Wednesday, January 20, 2010

Conservative Revolt - Declaration of Independents - "Can You Hear Me Now!"

Mike Barnacle, the quintessential Boston Irishman and astute TV commentator, said it best. When asked what the message of the Scott Brown victory was, he nailed it by replying. “It reminds me of the Verizon Wireless ad, ‘Can you hear me now!’”

The special election to replace liberal lion, Edward Kennedy, turned out to be “historic” for health reform, but not in the sense that President Obama had hoped. Even liberal Democrats, like Representatives Barney Frank of Massachusetts and Anthony Weiner of New York, are saying,”Health reform is dead.”

I’m not so sure of that, but I do know the night was historic in the colonial sense of the word.

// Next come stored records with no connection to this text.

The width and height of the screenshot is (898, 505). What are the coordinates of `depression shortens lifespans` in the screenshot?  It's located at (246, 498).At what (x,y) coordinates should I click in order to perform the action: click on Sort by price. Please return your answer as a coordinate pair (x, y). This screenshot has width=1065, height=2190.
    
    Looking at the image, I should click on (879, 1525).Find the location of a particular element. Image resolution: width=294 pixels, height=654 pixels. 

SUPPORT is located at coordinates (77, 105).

To begin with, there was the Declaration of Independents. Of the voters, 52 percent declared themselves Independents, and they went for Brown by a 69-21 margin.

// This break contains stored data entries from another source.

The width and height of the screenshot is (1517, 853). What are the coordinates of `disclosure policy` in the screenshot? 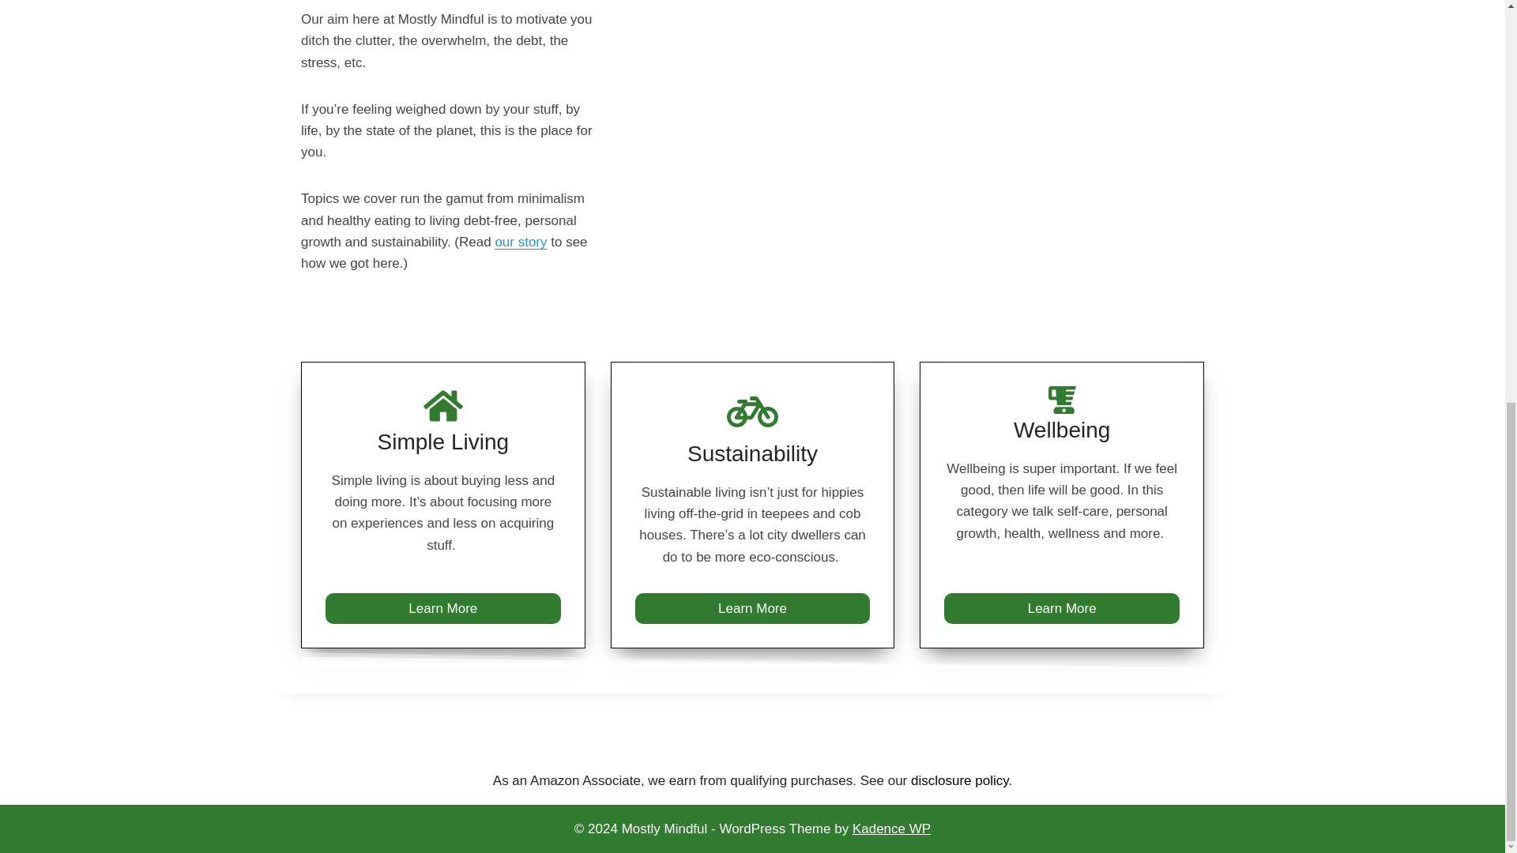 It's located at (959, 780).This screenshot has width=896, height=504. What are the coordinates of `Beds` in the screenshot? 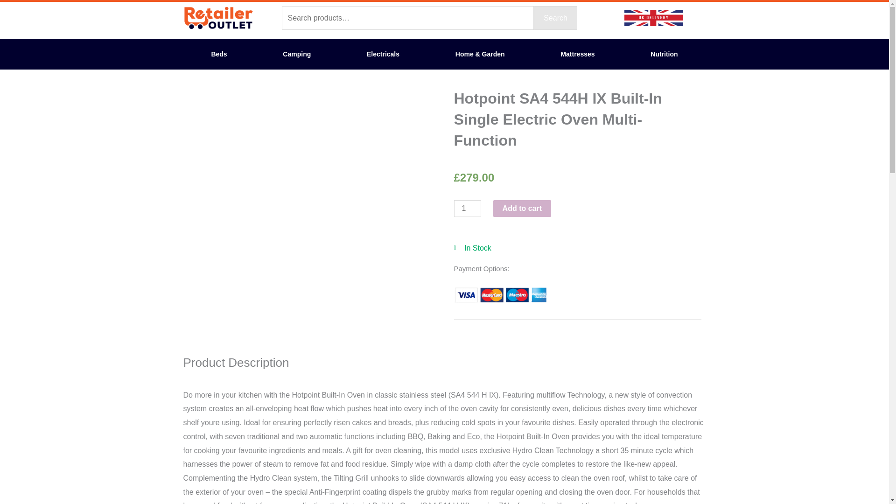 It's located at (218, 54).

There were the Tea Party folks. They flooded into the Bay State from all over the country. They cried out in Tea Parties last August they represented the true middle class, the center of American public opinions. It turned out they spoke for the center in Massachusetts too. They identified with Scott Brown, who was just like many of them. He drove a truck. He spoke their language. I have little doubt that Brown got the vote of most 45,000 Massachusetts truck owners.

There was the No Taxation without Representation crowd. They harbored a grudge against the political elites, those on the left representing Big Government and those on the right parading as Big Business, and they knew full well Big Taxes and Big Debts down the road would be needed to pay for Big Health Care Reform – estimated at $1 trillion over 10 years and $2.5 trillion over 15 years.

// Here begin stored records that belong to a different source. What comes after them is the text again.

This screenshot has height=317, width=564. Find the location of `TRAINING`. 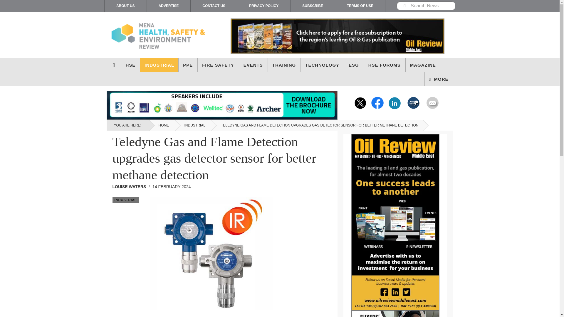

TRAINING is located at coordinates (284, 65).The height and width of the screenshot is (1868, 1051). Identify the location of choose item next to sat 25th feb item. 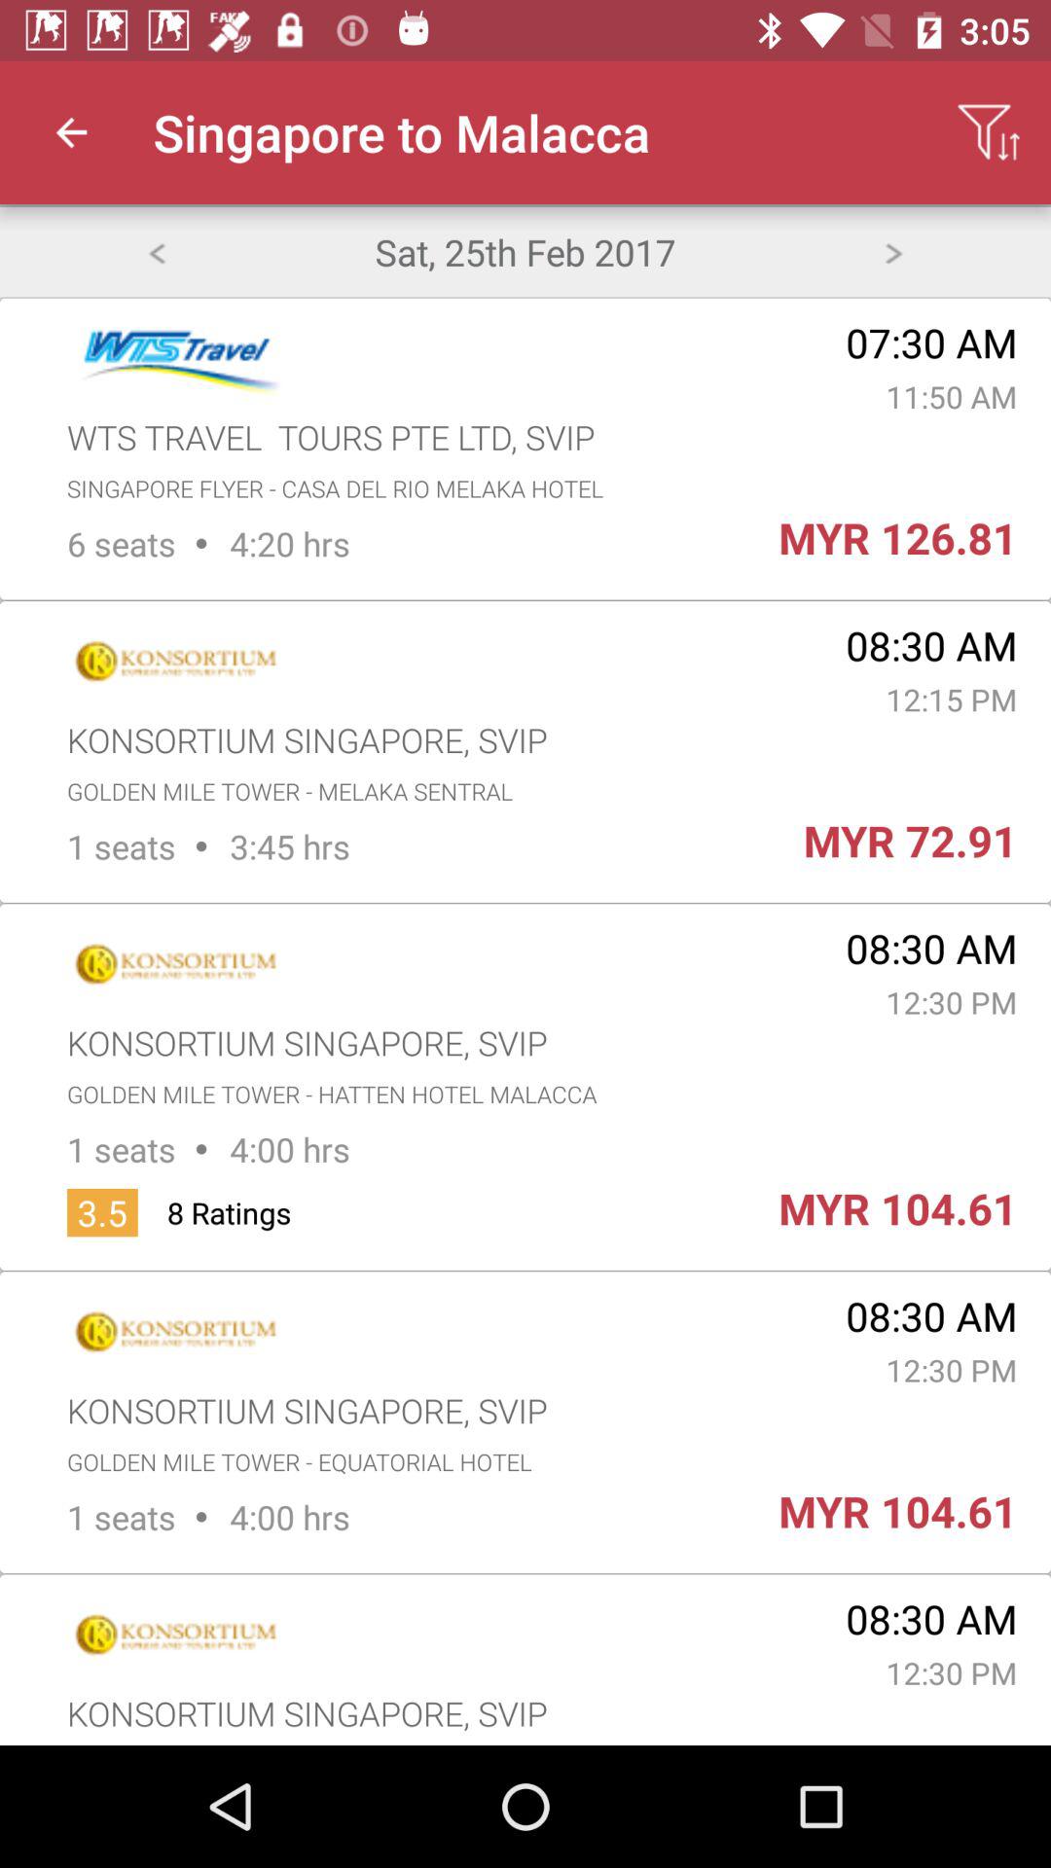
(893, 251).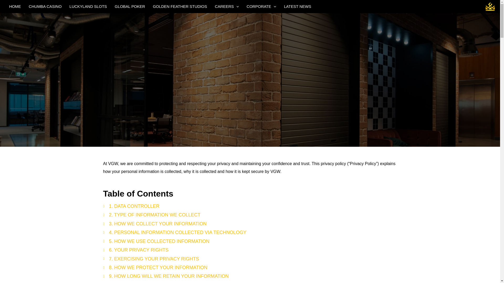  I want to click on 2. TYPE OF INFORMATION WE COLLECT, so click(250, 215).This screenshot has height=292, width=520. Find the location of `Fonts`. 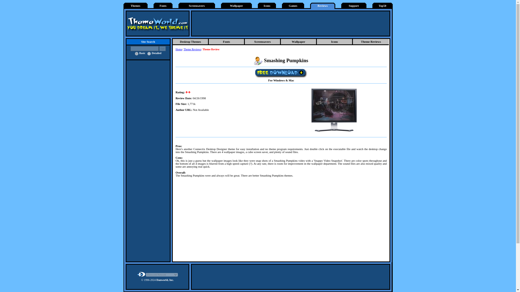

Fonts is located at coordinates (163, 6).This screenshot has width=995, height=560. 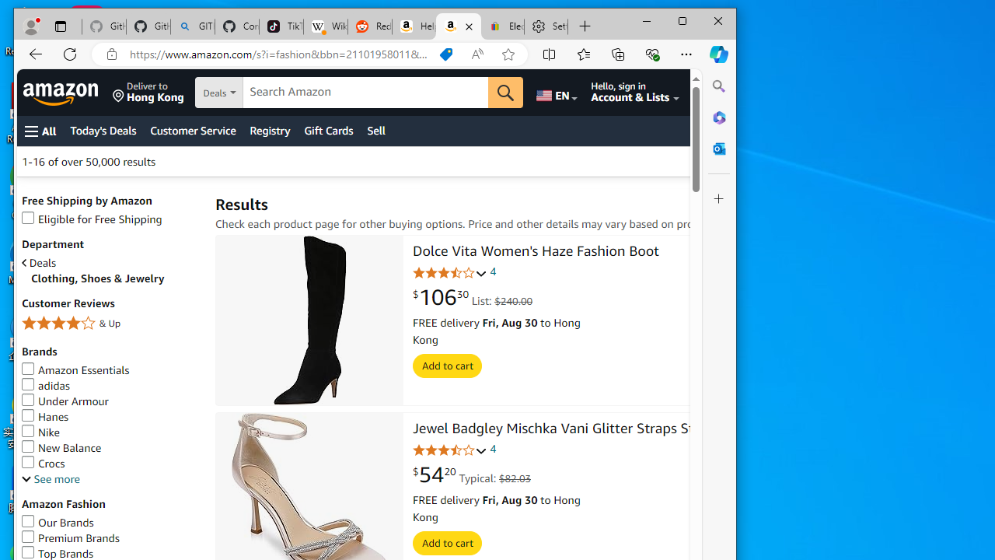 What do you see at coordinates (110, 323) in the screenshot?
I see `4 Stars & Up` at bounding box center [110, 323].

There was the stark reality that Independents had won in Massachusetts, just as they had in Virginia and New Jersey. The three states were part of the original thirteen colonies.

There were the Massachusetts citizens who had experienced first hand three years of universal coverage in an Obama-like plan. Although it covered 97 percent of the populace, they knew Massachusetts health care had runaway costs, the fastest rising premiums in the land, and the longest waiting times to see a doctor anywhere . They were not enthusiastic about having national reform imposed on their own reform in a state with large budget deficits, high taxes, persistent unemployment. The double irony was that the birthplace of universal coverage might become its death bed and that Independents, not Republicans, who comprised only 11% of the citizenry, dealt the potential death blow.

Then, of course, there was the Modern Day Paul Revere, riding a truck rather than a horse, who sounded the alarm. In one hand, he swung a light saying “41st Senator,” meaning he would vote against health reform, and break the 60 vote filibuster proof Democratic majority. In the other hand, he swung a symbolic light signaling a political sea-change in Massachusetts and the rest of the nation. His message was, The Skittish are coming, The Skittish are coming, most by land, absentees by sea and air.

Poll averages indicate 66.3 percent of Americans disapprove of the job Congress is doing, and 56.8 percent say the country is headed in the wrong direction.

Congress is listening to that message. It has its ear to the ground. It can hear the re-election hoof beats and truck tire noise. Next time around, it may fix what needs to be fixed rather than trying for a complete Rube Goldberg overhaul.

Dr. Richard Reece is author of two recent books - Obama, Doctors, and Health Reform (IUniverse, 2009) and Innovation-Driven Health Care (Jones and Bartlett, 2007) Both books are available at amazon.com, barnesandnoble.com, and other book websites.